Dáil debates

Tuesday, 17 October 2017

Local Authority Boundaries Review: Motion [Private Members]

 

10:05 pm

Photo of Damien EnglishDamien English (Meath West, Fine Gael) | Oireachtas source

We live in towns that were not planned and suffered population overspill from Dublin. They suffered all kinds of consequences in trying to catch up. If we get this right, with the support of the House, there will be no catching up on bad planning as we will have good planning from the start. The money will follow the population to provide required services as people start to live in areas. It will not take ten, 20 or 30 years for them to come about.

As I stated, we must plan for an extra 600,000 jobs and at least 500,000 new homes. We must get that right. We must also plan for a doubling of the numbers in our communities aged over 65, as 1.3 million people will be over that age. We have to plan for the services and towns they need with respect to housing and health care, along with all the other services. People must have a choice to live in communities all their lives and not have to move away when they get a little older.

The people of this country expect politicians, whether they function at national, regional or local levels - we all have a role in this and must work together as much as possible - to put in place sensible and reasonable planning policies that not only address these major changes coming quickly towards us but also deliver lasting benefits as well. Our real job is to plan ahead to get the maximum benefit for everybody.

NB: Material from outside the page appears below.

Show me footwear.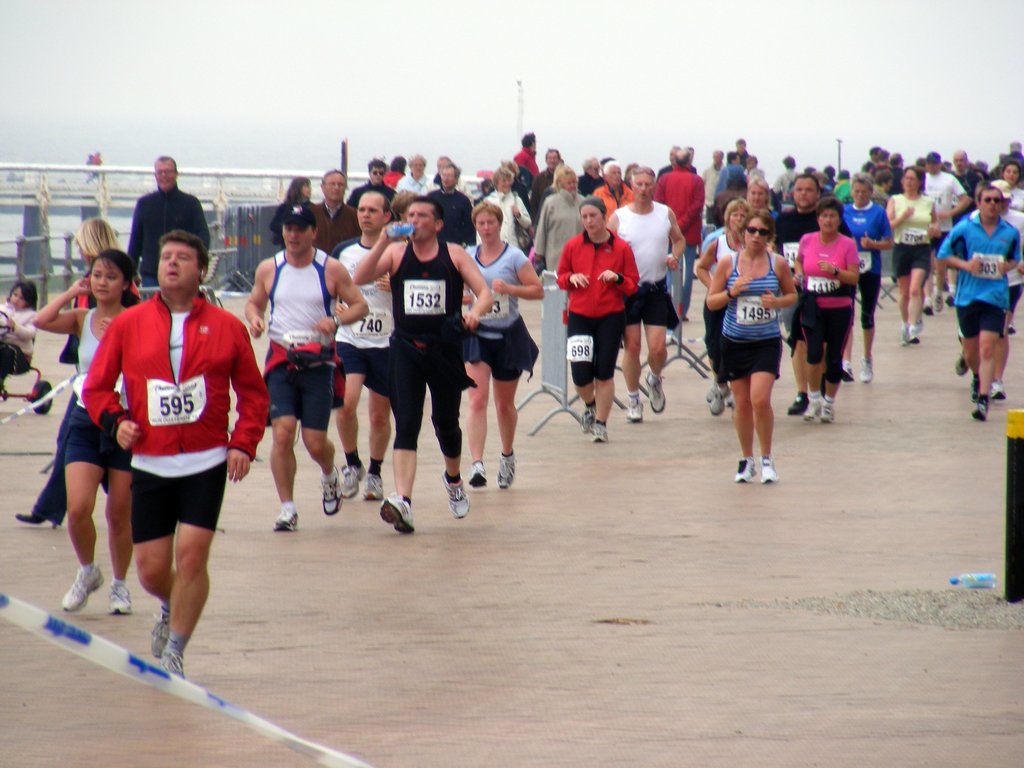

This means putting in place a deliberate strategy - not business as usual but a disruptive strategy - that will see Ireland and its urban and rural places developed in harmony rather than in competition with each other. There is room for everybody to expand and we must do this properly.

The motion being countered by the Government suggests the national planning framework will weaken rural Ireland, which is wrong. I do not agree with that. The suggestion is dubious and it is completely and utterly erroneous.

Comments

No comments

Log in or join to post a public comment.